Workers' comp pays benefits without proving fault — but it never pays for pain and suffering. A third-party claim can.
Workers' compensation is a vital safety net: if you are hurt on the job in New York, it pays your medical bills and a portion of your lost wages regardless of who was at fault. But it comes with a trade-off, and it leaves a gap that many injured workers never learn about until it is too late.
The trade-off: no pain and suffering
In exchange for no-fault benefits, workers' compensation is generally the 'exclusive remedy' against your employer — you usually cannot sue your own employer, and comp does not pay for pain and suffering. For a serious injury, that gap can be enormous.
The exception: a negligent third party
Here is what many workers miss. If someone other than your employer contributed to your injury, you may have a separate personal-injury lawsuit in addition to your workers' comp claim — and that lawsuit can recover pain and suffering and full economic losses.
A negligent driver who hit you while you were working, a property owner, a general contractor, a subcontractor, or the manufacturer of defective equipment.

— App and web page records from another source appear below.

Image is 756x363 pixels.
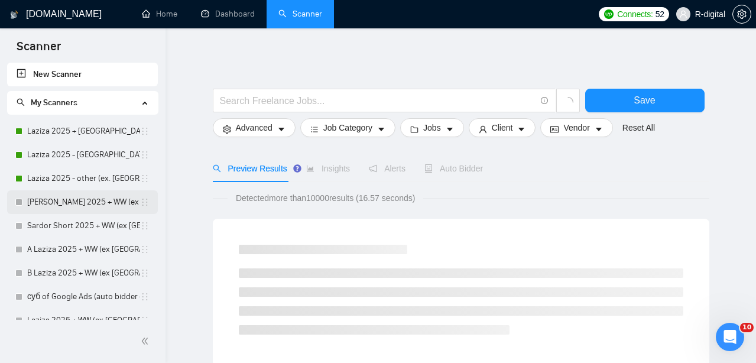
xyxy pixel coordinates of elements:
[141,335,152,347] span: double-left
[585,89,705,112] button: Save
[541,97,548,105] span: info-circle
[8,5,30,27] button: go back
[140,174,150,183] span: holder
[306,164,350,173] span: Insights
[634,93,655,108] span: Save
[540,118,612,137] button: idcardVendorcaret-down
[140,316,150,325] span: holder
[220,93,535,108] input: Search Freelance Jobs...
[207,5,229,26] div: Close
[732,9,751,19] a: setting
[550,125,559,134] span: idcard
[7,285,158,309] li: суб of Google Ads (auto bidder ex GTM) -> USA, Expert&Intermediate, H - $25, F -$300, 4.5 stars
[292,163,303,174] div: Tooltip anchor
[323,121,372,134] span: Job Category
[7,143,158,167] li: Laziza 2025 - Europe
[410,125,418,134] span: folder
[142,9,177,19] a: homeHome
[213,164,287,173] span: Preview Results
[213,164,221,173] span: search
[446,125,454,134] span: caret-down
[423,121,441,134] span: Jobs
[492,121,513,134] span: Client
[185,5,207,27] button: Expand window
[740,323,754,332] span: 10
[140,245,150,254] span: holder
[7,119,158,143] li: Laziza 2025 + USA, CA, AU
[7,238,158,261] li: A Laziza 2025 + WW (ex USA, CA, AU)
[10,5,18,24] img: logo
[278,9,322,19] a: searchScanner
[236,121,272,134] span: Advanced
[310,125,319,134] span: bars
[17,63,148,86] a: New Scanner
[140,292,150,301] span: holder
[140,126,150,136] span: holder
[469,118,536,137] button: userClientcaret-down
[7,261,158,285] li: B Laziza 2025 + WW (ex USA, CA, AU)
[213,118,296,137] button: settingAdvancedcaret-down
[27,261,140,285] a: B Laziza 2025 + WW (ex [GEOGRAPHIC_DATA], [GEOGRAPHIC_DATA], [GEOGRAPHIC_DATA])
[424,164,433,173] span: robot
[732,5,751,24] button: setting
[655,8,664,21] span: 52
[140,268,150,278] span: holder
[595,125,603,134] span: caret-down
[369,164,405,173] span: Alerts
[140,221,150,231] span: holder
[563,97,573,108] span: loading
[300,118,395,137] button: barsJob Categorycaret-down
[7,190,158,214] li: Sardor Long 2025 + WW (ex USA, CA, AU)
[377,125,385,134] span: caret-down
[27,190,140,214] a: [PERSON_NAME] 2025 + WW (ex [GEOGRAPHIC_DATA], [GEOGRAPHIC_DATA], [GEOGRAPHIC_DATA])
[7,38,70,63] span: Scanner
[27,143,140,167] a: Laziza 2025 - [GEOGRAPHIC_DATA]
[617,8,653,21] span: Connects:
[7,63,158,86] li: New Scanner
[563,121,589,134] span: Vendor
[400,118,464,137] button: folderJobscaret-down
[479,125,487,134] span: user
[369,164,377,173] span: notification
[17,98,25,106] span: search
[228,191,424,205] span: Detected more than 10000 results (16.57 seconds)
[27,119,140,143] a: Laziza 2025 + [GEOGRAPHIC_DATA], [GEOGRAPHIC_DATA], [GEOGRAPHIC_DATA]
[7,214,158,238] li: Sardor Short 2025 + WW (ex USA, CA, AU)
[306,164,314,173] span: area-chart
[27,167,140,190] a: Laziza 2025 - other (ex. [GEOGRAPHIC_DATA], [GEOGRAPHIC_DATA], [GEOGRAPHIC_DATA], [GEOGRAPHIC_DATA])
[679,10,687,18] span: user
[140,197,150,207] span: holder
[140,150,150,160] span: holder
[201,9,255,19] a: dashboardDashboard
[716,323,744,351] iframe: Intercom live chat
[27,309,140,332] a: Laziza 2025 + WW (ex [GEOGRAPHIC_DATA], [GEOGRAPHIC_DATA], [GEOGRAPHIC_DATA])
[27,214,140,238] a: Sardor Short 2025 + WW (ex [GEOGRAPHIC_DATA], [GEOGRAPHIC_DATA], [GEOGRAPHIC_DATA])
[27,238,140,261] a: A Laziza 2025 + WW (ex [GEOGRAPHIC_DATA], [GEOGRAPHIC_DATA], [GEOGRAPHIC_DATA])
[17,98,77,108] span: My Scanners
[517,125,525,134] span: caret-down
[604,9,614,19] img: upwork-logo.png
[424,164,483,173] span: Auto Bidder
[27,285,140,309] a: суб of Google Ads (auto bidder ex GTM) -> [GEOGRAPHIC_DATA], Expert&Intermediate, H - $25, F -$30...
[277,125,285,134] span: caret-down
[622,121,655,134] a: Reset All
[7,309,158,332] li: Laziza 2025 + WW (ex USA, CA, AU)
[223,125,231,134] span: setting
[31,98,77,108] span: My Scanners
[7,167,158,190] li: Laziza 2025 - other (ex. USA, CA, AU, Europe)
[733,9,751,19] span: setting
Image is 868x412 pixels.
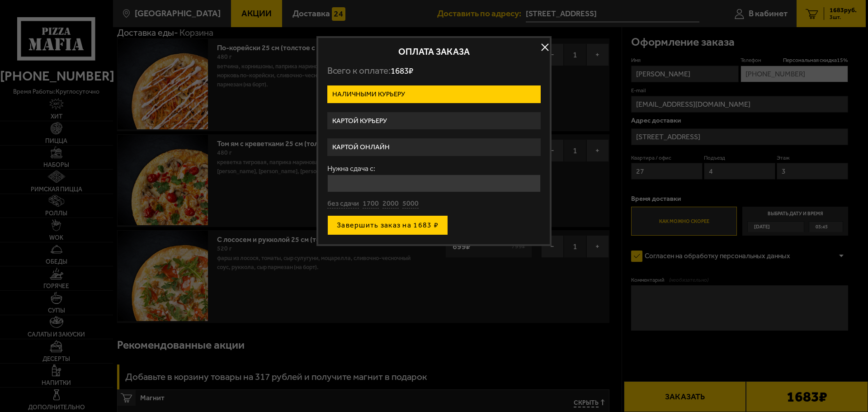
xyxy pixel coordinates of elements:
button: 5000 [402,199,419,209]
p: Всего к оплате: [328,65,540,76]
label: Картой онлайн [328,138,540,156]
h2: Оплата заказа [328,47,540,56]
label: Наличными курьеру [328,86,540,103]
button: без сдачи [328,199,359,209]
button: 2000 [383,199,399,209]
label: Картой курьеру [328,112,540,130]
label: Нужна сдача с: [328,165,540,173]
button: Завершить заказ на 1683 ₽ [328,215,448,235]
span: 1683 ₽ [390,65,413,76]
button: 1700 [363,199,379,209]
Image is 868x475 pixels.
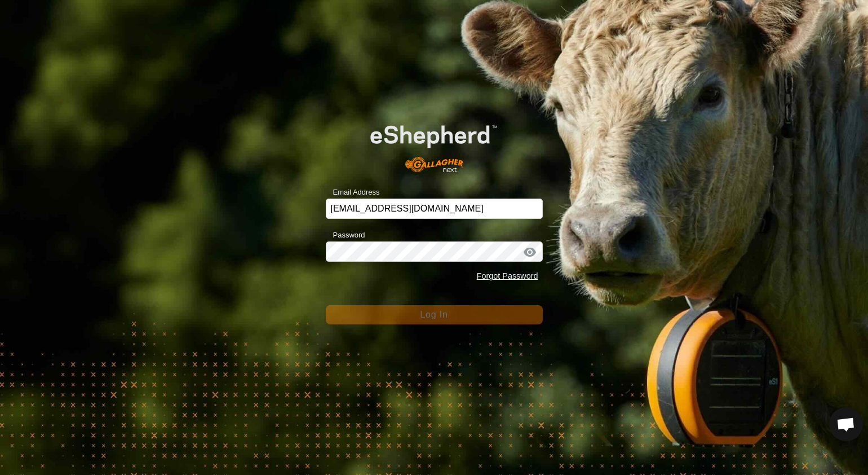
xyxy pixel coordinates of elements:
img: E-shepherd Logo [347,107,521,181]
div: Open chat [829,407,863,441]
label: Email Address [326,187,380,198]
button: Log In [326,305,543,324]
span: Log In [420,310,447,319]
label: Password [326,229,365,241]
a: Forgot Password [477,271,538,280]
input: Email Address [326,199,543,219]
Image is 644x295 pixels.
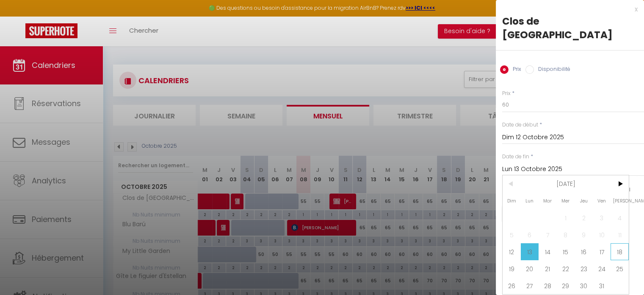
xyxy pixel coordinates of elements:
[556,260,575,277] span: 22
[556,226,575,243] span: 8
[538,260,556,277] span: 21
[538,226,556,243] span: 7
[556,277,575,293] span: 29
[502,89,511,98] label: Prix
[502,277,521,293] span: 26
[575,243,593,260] span: 16
[593,243,611,260] span: 17
[611,209,629,226] span: 4
[611,260,629,277] span: 25
[593,226,611,243] span: 10
[611,192,629,209] span: [PERSON_NAME]
[593,192,611,209] span: Ven
[593,260,611,277] span: 24
[575,209,593,226] span: 2
[534,66,570,75] label: Disponibilité
[521,260,539,277] span: 20
[509,66,521,75] label: Prix
[521,226,539,243] span: 6
[575,260,593,277] span: 23
[556,192,575,209] span: Mer
[556,209,575,226] span: 1
[521,175,611,192] span: [DATE]
[521,277,539,293] span: 27
[593,209,611,226] span: 3
[593,277,611,293] span: 31
[575,192,593,209] span: Jeu
[502,260,521,277] span: 19
[611,243,629,260] span: 18
[575,277,593,293] span: 30
[538,243,556,260] span: 14
[502,192,521,209] span: Dim
[502,121,538,129] label: Date de début
[502,226,521,243] span: 5
[521,192,539,209] span: Lun
[502,243,521,260] span: 12
[496,5,638,14] div: x
[502,152,529,161] label: Date de fin
[575,226,593,243] span: 9
[521,243,539,260] span: 13
[538,192,556,209] span: Mar
[502,14,638,42] div: Clos de [GEOGRAPHIC_DATA]
[556,243,575,260] span: 15
[611,175,629,192] span: >
[502,175,521,192] span: <
[611,226,629,243] span: 11
[538,277,556,293] span: 28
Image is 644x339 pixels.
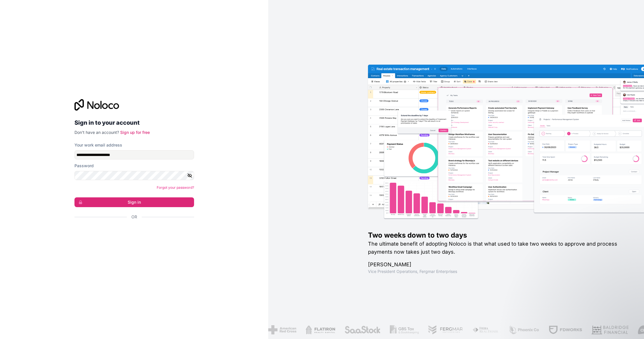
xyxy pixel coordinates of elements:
[389,325,419,335] img: /assets/gbstax-C-GtDUiK.png
[75,130,119,135] span: Don't have an account?
[75,197,194,207] button: Sign in
[472,325,499,335] img: /assets/fiera-fwj2N5v4.png
[75,150,194,160] input: Email address
[508,325,539,335] img: /assets/phoenix-BREaitsQ.png
[75,163,93,169] label: Password
[368,268,626,274] h1: Vice President Operations , Fergmar Enterprises
[428,325,463,335] img: /assets/fergmar-CudnrXN5.png
[368,240,626,256] h2: The ultimate benefit of adopting Noloco is that what used to take two weeks to approve and proces...
[344,325,380,335] img: /assets/saastock-C6Zbiodz.png
[131,214,137,220] span: Or
[75,171,194,180] input: Password
[268,325,296,335] img: /assets/american-red-cross-BAupjrZR.png
[157,185,194,190] a: Forgot your password?
[75,142,122,148] label: Your work email address
[305,325,335,335] img: /assets/flatiron-C8eUkumj.png
[120,130,150,135] a: Sign up for free
[529,296,644,336] iframe: Intercom notifications message
[368,231,626,240] h1: Two weeks down to two days
[72,226,192,239] iframe: Sign in with Google Button
[75,117,194,128] h2: Sign in to your account
[75,226,189,239] div: Sign in with Google. Opens in new tab
[368,260,626,268] h1: [PERSON_NAME]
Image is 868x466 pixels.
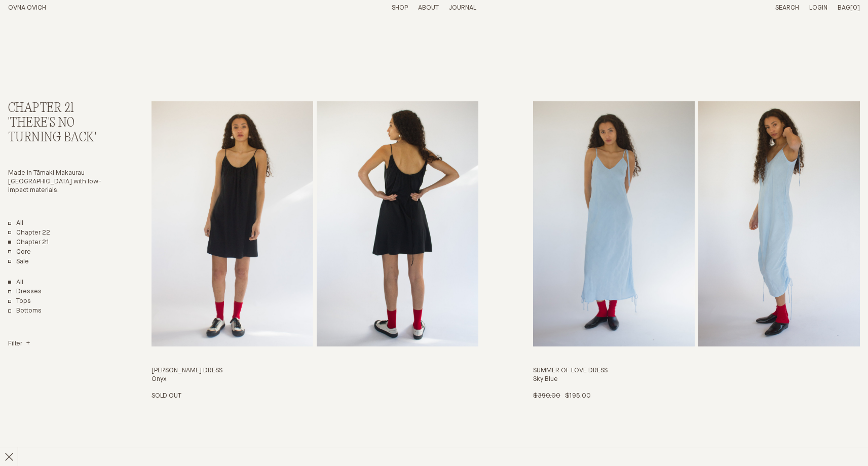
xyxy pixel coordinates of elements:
[533,367,860,375] h3: Summer of Love Dress
[565,393,591,400] span: $195.00
[152,392,182,401] p: Sold Out
[533,101,695,347] img: Summer of Love Dress
[8,116,108,146] h3: 'There's No Turning Back'
[392,5,408,11] a: Shop
[8,101,108,116] h2: Chapter 21
[8,169,108,195] p: Made in Tāmaki Makaurau [GEOGRAPHIC_DATA] with low-impact materials.
[8,5,46,11] a: Home
[8,229,50,238] a: Chapter 22
[8,239,49,247] a: Chapter 21
[8,220,24,228] a: All
[8,249,31,257] a: Core
[838,5,850,11] span: Bag
[533,101,860,400] a: Summer of Love Dress
[449,5,477,11] a: Journal
[850,5,860,11] span: [0]
[533,375,860,384] h4: Sky Blue
[8,288,41,297] a: Dresses
[8,307,41,316] a: Bottoms
[152,101,313,347] img: Odie Dress
[8,297,31,306] a: Tops
[152,367,478,375] h3: [PERSON_NAME] Dress
[152,375,478,384] h4: Onyx
[809,5,828,11] a: Login
[152,101,478,400] a: Odie Dress
[418,4,439,13] summary: About
[8,279,24,288] a: Show All
[776,5,799,11] a: Search
[8,340,30,349] summary: Filter
[533,393,561,400] span: $390.00
[8,258,29,267] a: Sale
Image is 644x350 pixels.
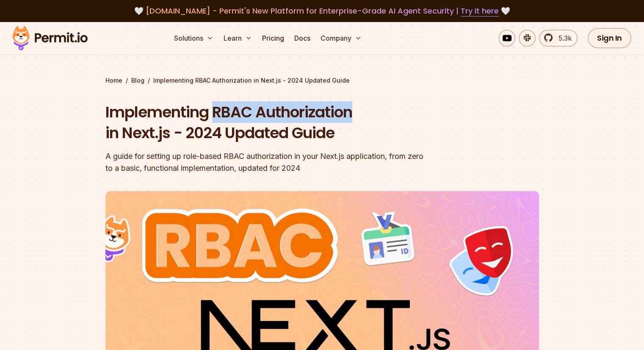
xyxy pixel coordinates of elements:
button: Company [317,30,365,46]
div: 🤍 🤍 [20,5,624,17]
h1: Implementing RBAC Authorization in Next.js - 2024 Updated Guide [105,102,431,143]
a: Try it here [461,6,499,16]
div: / / [105,76,539,85]
a: 5.3k [539,30,578,46]
button: Solutions [171,30,217,46]
span: [DOMAIN_NAME] - Permit's New Platform for Enterprise-Grade AI Agent Security | [146,6,499,16]
a: Sign In [588,28,632,48]
a: Home [105,76,123,85]
div: A guide for setting up role-based RBAC authorization in your Next.js application, from zero to a ... [105,150,431,174]
a: Docs [291,30,314,46]
a: Blog [131,76,144,85]
a: Pricing [259,30,288,46]
button: Learn [220,30,255,46]
span: 5.3k [553,33,572,43]
img: Permit logo [8,24,91,53]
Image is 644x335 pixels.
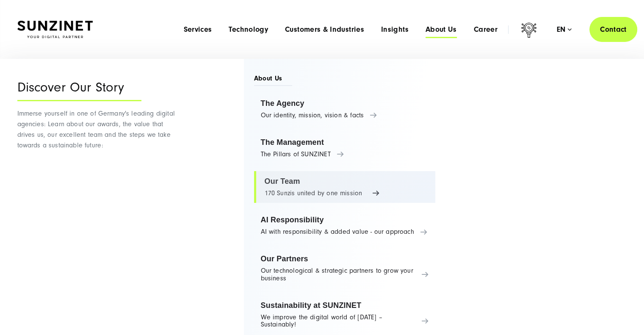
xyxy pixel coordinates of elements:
a: The Agency Our identity, mission, vision & facts [254,93,436,125]
a: Sustainability at SUNZINET We improve the digital world of [DATE] – Sustainably! [254,295,436,335]
div: Discover Our Story [17,80,141,101]
a: Career [474,25,498,34]
a: Insights [381,25,409,34]
a: Customers & Industries [285,25,364,34]
a: Contact [589,17,637,42]
a: Our Team 170 Sunzis united by one mission [254,171,436,203]
a: AI Responsibility AI with responsibility & added value - our approach [254,210,436,242]
img: SUNZINET Full Service Digital Agentur [17,21,93,39]
a: Technology [229,25,268,34]
a: Our Partners Our technological & strategic partners to grow your business [254,248,436,288]
a: Services [183,25,212,34]
a: About Us [426,25,457,34]
p: Immerse yourself in one of Germany's leading digital agencies: Learn about our awards, the value ... [17,108,176,151]
a: The Management The Pillars of SUNZINET [254,132,436,164]
div: en [557,25,571,34]
span: About Us [254,73,292,86]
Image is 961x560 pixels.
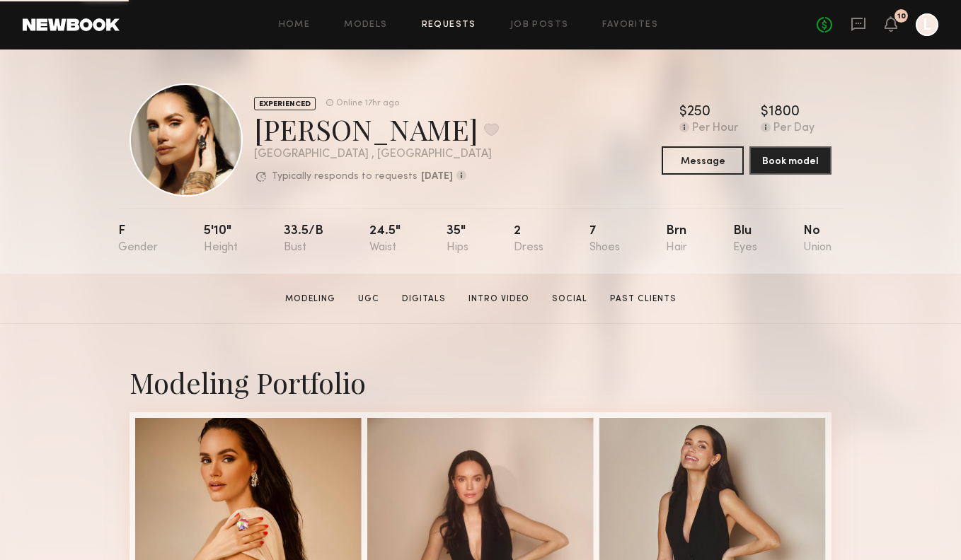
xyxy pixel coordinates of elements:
[733,225,757,254] div: Blu
[692,123,738,135] div: Per Hour
[897,13,906,20] div: 10
[272,172,417,181] p: Typically responds to requests
[369,225,401,254] div: 24.5"
[279,20,310,30] a: Home
[254,148,499,160] div: [GEOGRAPHIC_DATA] , [GEOGRAPHIC_DATA]
[352,293,385,306] a: UGC
[396,293,452,306] a: Digitals
[422,20,476,30] a: Requests
[130,364,831,401] div: Modeling Portfolio
[687,105,710,119] div: 250
[661,146,744,174] button: Message
[915,13,938,36] a: L
[803,225,831,254] div: No
[280,293,341,306] a: Modeling
[602,20,658,30] a: Favorites
[768,105,800,119] div: 1800
[336,99,399,108] div: Online 17hr ago
[604,293,682,306] a: Past Clients
[514,225,544,254] div: 2
[463,293,535,306] a: Intro Video
[680,105,687,119] div: $
[546,293,593,306] a: Social
[760,105,768,119] div: $
[344,20,387,30] a: Models
[421,172,452,181] b: [DATE]
[589,225,620,254] div: 7
[666,225,687,254] div: Brn
[118,225,158,254] div: F
[203,225,238,254] div: 5'10"
[446,225,468,254] div: 35"
[510,20,569,30] a: Job Posts
[773,123,815,135] div: Per Day
[254,97,316,110] div: EXPERIENCED
[254,110,499,148] div: [PERSON_NAME]
[749,146,831,174] button: Book model
[284,225,324,254] div: 33.5/b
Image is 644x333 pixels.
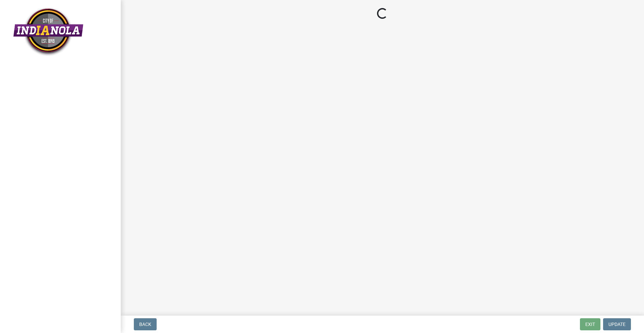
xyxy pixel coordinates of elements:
button: Update [603,318,631,330]
img: City of Indianola, Iowa [13,7,83,56]
button: Back [134,318,156,330]
button: Exit [579,318,600,330]
span: Update [608,321,626,327]
span: Back [139,321,151,327]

Construction sites are the clearest example
On a construction site, the property owner and general contractor often are not your direct employer — and New York's Labor Law §§ 240 and 241 give injured workers powerful claims against them. That is why a construction injury can support both a workers' comp claim and a Labor Law lawsuit at the same time.
Why it pays to ask
Getting your workers' comp benefits is essential, but stopping there can leave the larger recovery on the table. A lawyer who looks at the whole picture can tell you whether a third party shares the blame — and whether a separate claim could be worth far more than comp alone.